Mikel Landa limited himself to two words before turning around atop the Alto de Puig Llorença and descending to the Astana team bus after losing almost a quarter of an hour on stage 9 of the Vuelta a España: “Mal día.” Bad day.
The Basque was among the fallers in a crash midway through the stage, fought out in searing temperatures on the Costa Blanca, though neither he nor his team offered the incident as an excuse for his tame showing on the second category 1 summit finish of this Vuelta.
“Fortunately he only picked up a few scratches in the crash, nothing worrying,” Astana directeur sportif Stefano Zanini told Cyclingnews in Valencia on Monday morning. “Nothing in particular happened beyond the crash; it just wasn’t a good day for him, nothing more than that.”
So then there was one. Astana arrived in Marbella with no fewer than three contenders for the final podium in Madrid, in the shape of Landa, Vincenzo Nibali and Fabio Aru. Following Nibali’s expulsion for taking a tow from a team car on stage 2 and Landa’s travails on Sunday, any lingering leadership debate at Astana has been quietly dismissed. Aru, the man tacitly atop the hierarchy from the outset, is now the undisputed leader.
“We came here with big expectations, with three important riders. Obviously we lost Vincenzo straight away, but even after that, we still had Aru and Landa,” Zanini said. “Now the situation is what it is, Landa’s lost ground. Still, we’ll continue as before, and the whole team will be around Aru, including Landa. But Landa is still an important rider for us, and he could even have freedom on a few days to try for a stage win.”
As the Vuelta breaks for its first rest day in Andorra on Tuesday, Aru lies in fifth place overall, 1:13 behind race leader Tom Dumoulin (Giant-Alpecin) and just ahead of pre-race favourites Chris Froome (Sky), Nairo Quintana and Alejandro Valverde (Movistar).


_Work to be completed_
A verbatim reprint of the records below is what this exercise asks for.

_Source records_
○ ○ ○
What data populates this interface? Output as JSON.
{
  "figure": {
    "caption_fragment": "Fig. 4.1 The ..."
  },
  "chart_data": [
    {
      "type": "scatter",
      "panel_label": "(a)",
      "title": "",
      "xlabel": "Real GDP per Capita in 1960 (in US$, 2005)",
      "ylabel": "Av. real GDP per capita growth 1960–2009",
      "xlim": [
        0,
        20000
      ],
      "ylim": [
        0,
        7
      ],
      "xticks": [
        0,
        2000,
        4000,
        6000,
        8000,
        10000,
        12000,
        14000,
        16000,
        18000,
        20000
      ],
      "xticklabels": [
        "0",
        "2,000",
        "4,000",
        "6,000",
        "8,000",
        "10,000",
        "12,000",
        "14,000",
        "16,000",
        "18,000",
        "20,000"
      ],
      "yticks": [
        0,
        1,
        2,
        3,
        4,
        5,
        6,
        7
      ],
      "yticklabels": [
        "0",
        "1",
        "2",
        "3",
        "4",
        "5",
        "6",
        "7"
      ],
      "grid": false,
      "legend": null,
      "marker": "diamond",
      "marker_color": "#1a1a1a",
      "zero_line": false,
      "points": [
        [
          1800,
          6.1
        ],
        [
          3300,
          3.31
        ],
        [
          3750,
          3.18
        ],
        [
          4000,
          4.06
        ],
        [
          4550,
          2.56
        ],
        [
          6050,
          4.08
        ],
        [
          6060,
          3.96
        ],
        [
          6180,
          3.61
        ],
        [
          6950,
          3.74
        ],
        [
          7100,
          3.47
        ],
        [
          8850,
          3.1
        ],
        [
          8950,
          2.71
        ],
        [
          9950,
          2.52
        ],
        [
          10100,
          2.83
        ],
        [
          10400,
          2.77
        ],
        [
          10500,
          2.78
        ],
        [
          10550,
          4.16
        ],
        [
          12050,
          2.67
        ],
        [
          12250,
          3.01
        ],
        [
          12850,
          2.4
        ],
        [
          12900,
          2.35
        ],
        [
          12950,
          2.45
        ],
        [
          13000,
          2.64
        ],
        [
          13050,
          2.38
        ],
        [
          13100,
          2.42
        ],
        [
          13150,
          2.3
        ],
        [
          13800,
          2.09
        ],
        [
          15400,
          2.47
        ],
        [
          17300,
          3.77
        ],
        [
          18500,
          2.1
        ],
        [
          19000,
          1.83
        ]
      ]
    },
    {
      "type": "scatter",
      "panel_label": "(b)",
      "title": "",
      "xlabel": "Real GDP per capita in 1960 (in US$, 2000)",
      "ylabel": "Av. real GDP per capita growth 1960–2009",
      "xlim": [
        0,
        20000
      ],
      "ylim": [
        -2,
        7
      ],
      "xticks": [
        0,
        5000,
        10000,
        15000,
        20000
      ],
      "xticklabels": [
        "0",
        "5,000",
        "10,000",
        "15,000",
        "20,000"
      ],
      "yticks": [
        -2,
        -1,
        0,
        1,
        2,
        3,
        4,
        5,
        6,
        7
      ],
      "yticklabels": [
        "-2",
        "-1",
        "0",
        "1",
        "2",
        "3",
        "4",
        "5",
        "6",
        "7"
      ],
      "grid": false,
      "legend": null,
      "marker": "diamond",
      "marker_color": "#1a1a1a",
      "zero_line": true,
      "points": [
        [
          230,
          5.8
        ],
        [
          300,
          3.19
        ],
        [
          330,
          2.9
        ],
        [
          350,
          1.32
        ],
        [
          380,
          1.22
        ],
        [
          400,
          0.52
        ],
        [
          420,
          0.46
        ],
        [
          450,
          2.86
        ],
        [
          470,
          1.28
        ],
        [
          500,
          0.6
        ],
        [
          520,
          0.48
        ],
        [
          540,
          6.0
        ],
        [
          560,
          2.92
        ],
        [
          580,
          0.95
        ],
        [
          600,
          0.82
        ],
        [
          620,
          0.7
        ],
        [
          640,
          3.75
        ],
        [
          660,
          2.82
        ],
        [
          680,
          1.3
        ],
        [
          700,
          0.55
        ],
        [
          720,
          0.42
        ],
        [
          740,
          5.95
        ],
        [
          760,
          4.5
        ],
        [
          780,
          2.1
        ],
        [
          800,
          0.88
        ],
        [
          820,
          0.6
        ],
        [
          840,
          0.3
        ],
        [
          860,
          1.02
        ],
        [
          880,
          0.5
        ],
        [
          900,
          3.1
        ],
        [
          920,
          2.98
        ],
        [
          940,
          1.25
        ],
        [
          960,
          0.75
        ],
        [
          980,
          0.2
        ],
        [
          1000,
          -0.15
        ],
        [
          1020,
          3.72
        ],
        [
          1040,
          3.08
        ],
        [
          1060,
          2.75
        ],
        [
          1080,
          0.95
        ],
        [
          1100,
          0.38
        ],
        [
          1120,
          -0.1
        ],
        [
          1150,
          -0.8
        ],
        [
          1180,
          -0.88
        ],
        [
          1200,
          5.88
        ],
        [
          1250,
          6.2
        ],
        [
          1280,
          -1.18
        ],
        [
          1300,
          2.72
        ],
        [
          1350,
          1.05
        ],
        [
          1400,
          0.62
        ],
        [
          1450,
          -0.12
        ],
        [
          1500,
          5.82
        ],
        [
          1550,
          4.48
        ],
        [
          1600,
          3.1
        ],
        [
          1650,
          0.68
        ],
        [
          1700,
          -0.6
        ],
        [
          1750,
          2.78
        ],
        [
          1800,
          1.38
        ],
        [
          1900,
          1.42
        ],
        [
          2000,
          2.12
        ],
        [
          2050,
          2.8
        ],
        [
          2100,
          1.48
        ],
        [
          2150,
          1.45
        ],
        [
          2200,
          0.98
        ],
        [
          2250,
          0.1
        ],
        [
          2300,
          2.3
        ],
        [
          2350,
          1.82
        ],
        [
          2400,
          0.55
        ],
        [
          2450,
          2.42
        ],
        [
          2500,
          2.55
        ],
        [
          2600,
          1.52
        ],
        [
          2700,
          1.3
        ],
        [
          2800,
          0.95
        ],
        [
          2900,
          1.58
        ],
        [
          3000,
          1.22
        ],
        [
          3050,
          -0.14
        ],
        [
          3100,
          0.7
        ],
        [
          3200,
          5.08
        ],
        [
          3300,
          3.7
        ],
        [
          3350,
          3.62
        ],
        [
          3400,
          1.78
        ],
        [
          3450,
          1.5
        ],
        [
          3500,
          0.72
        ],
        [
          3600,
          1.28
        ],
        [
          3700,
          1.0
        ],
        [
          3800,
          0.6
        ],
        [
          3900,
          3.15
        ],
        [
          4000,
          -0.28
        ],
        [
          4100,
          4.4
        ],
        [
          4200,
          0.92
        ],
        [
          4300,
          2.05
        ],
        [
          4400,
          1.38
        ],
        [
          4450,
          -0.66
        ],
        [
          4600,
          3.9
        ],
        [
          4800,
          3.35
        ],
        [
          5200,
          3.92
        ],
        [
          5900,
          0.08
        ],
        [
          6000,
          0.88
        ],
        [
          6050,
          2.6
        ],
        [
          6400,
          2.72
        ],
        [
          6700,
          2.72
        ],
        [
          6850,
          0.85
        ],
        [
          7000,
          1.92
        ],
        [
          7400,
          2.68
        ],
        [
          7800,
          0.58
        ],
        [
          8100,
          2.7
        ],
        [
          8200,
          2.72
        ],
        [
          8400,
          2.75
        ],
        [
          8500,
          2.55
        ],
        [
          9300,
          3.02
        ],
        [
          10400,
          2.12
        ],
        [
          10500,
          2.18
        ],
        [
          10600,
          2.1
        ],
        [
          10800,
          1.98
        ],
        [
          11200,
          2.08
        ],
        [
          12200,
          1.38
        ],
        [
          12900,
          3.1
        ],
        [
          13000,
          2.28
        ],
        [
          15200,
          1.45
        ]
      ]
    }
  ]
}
○ ○ ○
_Reply to the exercise_
What data populates this interface? Output as JSON.
{
  "figure": {
    "caption_fragment": "Fig. 4.1 The ..."
  },
  "chart_data": [
    {
      "type": "scatter",
      "panel_label": "(a)",
      "title": "",
      "xlabel": "Real GDP per Capita in 1960 (in US$, 2005)",
      "ylabel": "Av. real GDP per capita growth 1960–2009",
      "xlim": [
        0,
        20000
      ],
      "ylim": [
        0,
        7
      ],
      "xticks": [
        0,
        2000,
        4000,
        6000,
        8000,
        10000,
        12000,
        14000,
        16000,
        18000,
        20000
      ],
      "xticklabels": [
        "0",
        "2,000",
        "4,000",
        "6,000",
        "8,000",
        "10,000",
        "12,000",
        "14,000",
        "16,000",
        "18,000",
        "20,000"
      ],
      "yticks": [
        0,
        1,
        2,
        3,
        4,
        5,
        6,
        7
      ],
      "yticklabels": [
        "0",
        "1",
        "2",
        "3",
        "4",
        "5",
        "6",
        "7"
      ],
      "grid": false,
      "legend": null,
      "marker": "diamond",
      "marker_color": "#1a1a1a",
      "zero_line": false,
      "points": [
        [
          1800,
          6.1
        ],
        [
          3300,
          3.31
        ],
        [
          3750,
          3.18
        ],
        [
          4000,
          4.06
        ],
        [
          4550,
          2.56
        ],
        [
          6050,
          4.08
        ],
        [
          6060,
          3.96
        ],
        [
          6180,
          3.61
        ],
        [
          6950,
          3.74
        ],
        [
          7100,
          3.47
        ],
        [
          8850,
          3.1
        ],
        [
          8950,
          2.71
        ],
        [
          9950,
          2.52
        ],
        [
          10100,
          2.83
        ],
        [
          10400,
          2.77
        ],
        [
          10500,
          2.78
        ],
        [
          10550,
          4.16
        ],
        [
          12050,
          2.67
        ],
        [
          12250,
          3.01
        ],
        [
          12850,
          2.4
        ],
        [
          12900,
          2.35
        ],
        [
          12950,
          2.45
        ],
        [
          13000,
          2.64
        ],
        [
          13050,
          2.38
        ],
        [
          13100,
          2.42
        ],
        [
          13150,
          2.3
        ],
        [
          13800,
          2.09
        ],
        [
          15400,
          2.47
        ],
        [
          17300,
          3.77
        ],
        [
          18500,
          2.1
        ],
        [
          19000,
          1.83
        ]
      ]
    },
    {
      "type": "scatter",
      "panel_label": "(b)",
      "title": "",
      "xlabel": "Real GDP per capita in 1960 (in US$, 2000)",
      "ylabel": "Av. real GDP per capita growth 1960–2009",
      "xlim": [
        0,
        20000
      ],
      "ylim": [
        -2,
        7
      ],
      "xticks": [
        0,
        5000,
        10000,
        15000,
        20000
      ],
      "xticklabels": [
        "0",
        "5,000",
        "10,000",
        "15,000",
        "20,000"
      ],
      "yticks": [
        -2,
        -1,
        0,
        1,
        2,
        3,
        4,
        5,
        6,
        7
      ],
      "yticklabels": [
        "-2",
        "-1",
        "0",
        "1",
        "2",
        "3",
        "4",
        "5",
        "6",
        "7"
      ],
      "grid": false,
      "legend": null,
      "marker": "diamond",
      "marker_color": "#1a1a1a",
      "zero_line": true,
      "points": [
        [
          230,
          5.8
        ],
        [
          300,
          3.19
        ],
        [
          330,
          2.9
        ],
        [
          350,
          1.32
        ],
        [
          380,
          1.22
        ],
        [
          400,
          0.52
        ],
        [
          420,
          0.46
        ],
        [
          450,
          2.86
        ],
        [
          470,
          1.28
        ],
        [
          500,
          0.6
        ],
        [
          520,
          0.48
        ],
        [
          540,
          6.0
        ],
        [
          560,
          2.92
        ],
        [
          580,
          0.95
        ],
        [
          600,
          0.82
        ],
        [
          620,
          0.7
        ],
        [
          640,
          3.75
        ],
        [
          660,
          2.82
        ],
        [
          680,
          1.3
        ],
        [
          700,
          0.55
        ],
        [
          720,
          0.42
        ],
        [
          740,
          5.95
        ],
        [
          760,
          4.5
        ],
        [
          780,
          2.1
        ],
        [
          800,
          0.88
        ],
        [
          820,
          0.6
        ],
        [
          840,
          0.3
        ],
        [
          860,
          1.02
        ],
        [
          880,
          0.5
        ],
        [
          900,
          3.1
        ],
        [
          920,
          2.98
        ],
        [
          940,
          1.25
        ],
        [
          960,
          0.75
        ],
        [
          980,
          0.2
        ],
        [
          1000,
          -0.15
        ],
        [
          1020,
          3.72
        ],
        [
          1040,
          3.08
        ],
        [
          1060,
          2.75
        ],
        [
          1080,
          0.95
        ],
        [
          1100,
          0.38
        ],
        [
          1120,
          -0.1
        ],
        [
          1150,
          -0.8
        ],
        [
          1180,
          -0.88
        ],
        [
          1200,
          5.88
        ],
        [
          1250,
          6.2
        ],
        [
          1280,
          -1.18
        ],
        [
          1300,
          2.72
        ],
        [
          1350,
          1.05
        ],
        [
          1400,
          0.62
        ],
        [
          1450,
          -0.12
        ],
        [
          1500,
          5.82
        ],
        [
          1550,
          4.48
        ],
        [
          1600,
          3.1
        ],
        [
          1650,
          0.68
        ],
        [
          1700,
          -0.6
        ],
        [
          1750,
          2.78
        ],
        [
          1800,
          1.38
        ],
        [
          1900,
          1.42
        ],
        [
          2000,
          2.12
        ],
        [
          2050,
          2.8
        ],
        [
          2100,
          1.48
        ],
        [
          2150,
          1.45
        ],
        [
          2200,
          0.98
        ],
        [
          2250,
          0.1
        ],
        [
          2300,
          2.3
        ],
        [
          2350,
          1.82
        ],
        [
          2400,
          0.55
        ],
        [
          2450,
          2.42
        ],
        [
          2500,
          2.55
        ],
        [
          2600,
          1.52
        ],
        [
          2700,
          1.3
        ],
        [
          2800,
          0.95
        ],
        [
          2900,
          1.58
        ],
        [
          3000,
          1.22
        ],
        [
          3050,
          -0.14
        ],
        [
          3100,
          0.7
        ],
        [
          3200,
          5.08
        ],
        [
          3300,
          3.7
        ],
        [
          3350,
          3.62
        ],
        [
          3400,
          1.78
        ],
        [
          3450,
          1.5
        ],
        [
          3500,
          0.72
        ],
        [
          3600,
          1.28
        ],
        [
          3700,
          1.0
        ],
        [
          3800,
          0.6
        ],
        [
          3900,
          3.15
        ],
        [
          4000,
          -0.28
        ],
        [
          4100,
          4.4
        ],
        [
          4200,
          0.92
        ],
        [
          4300,
          2.05
        ],
        [
          4400,
          1.38
        ],
        [
          4450,
          -0.66
        ],
        [
          4600,
          3.9
        ],
        [
          4800,
          3.35
        ],
        [
          5200,
          3.92
        ],
        [
          5900,
          0.08
        ],
        [
          6000,
          0.88
        ],
        [
          6050,
          2.6
        ],
        [
          6400,
          2.72
        ],
        [
          6700,
          2.72
        ],
        [
          6850,
          0.85
        ],
        [
          7000,
          1.92
        ],
        [
          7400,
          2.68
        ],
        [
          7800,
          0.58
        ],
        [
          8100,
          2.7
        ],
        [
          8200,
          2.72
        ],
        [
          8400,
          2.75
        ],
        [
          8500,
          2.55
        ],
        [
          9300,
          3.02
        ],
        [
          10400,
          2.12
        ],
        [
          10500,
          2.18
        ],
        [
          10600,
          2.1
        ],
        [
          10800,
          1.98
        ],
        [
          11200,
          2.08
        ],
        [
          12200,
          1.38
        ],
        [
          12900,
          3.1
        ],
        [
          13000,
          2.28
        ],
        [
          15200,
          1.45
        ]
      ]
    }
  ]
}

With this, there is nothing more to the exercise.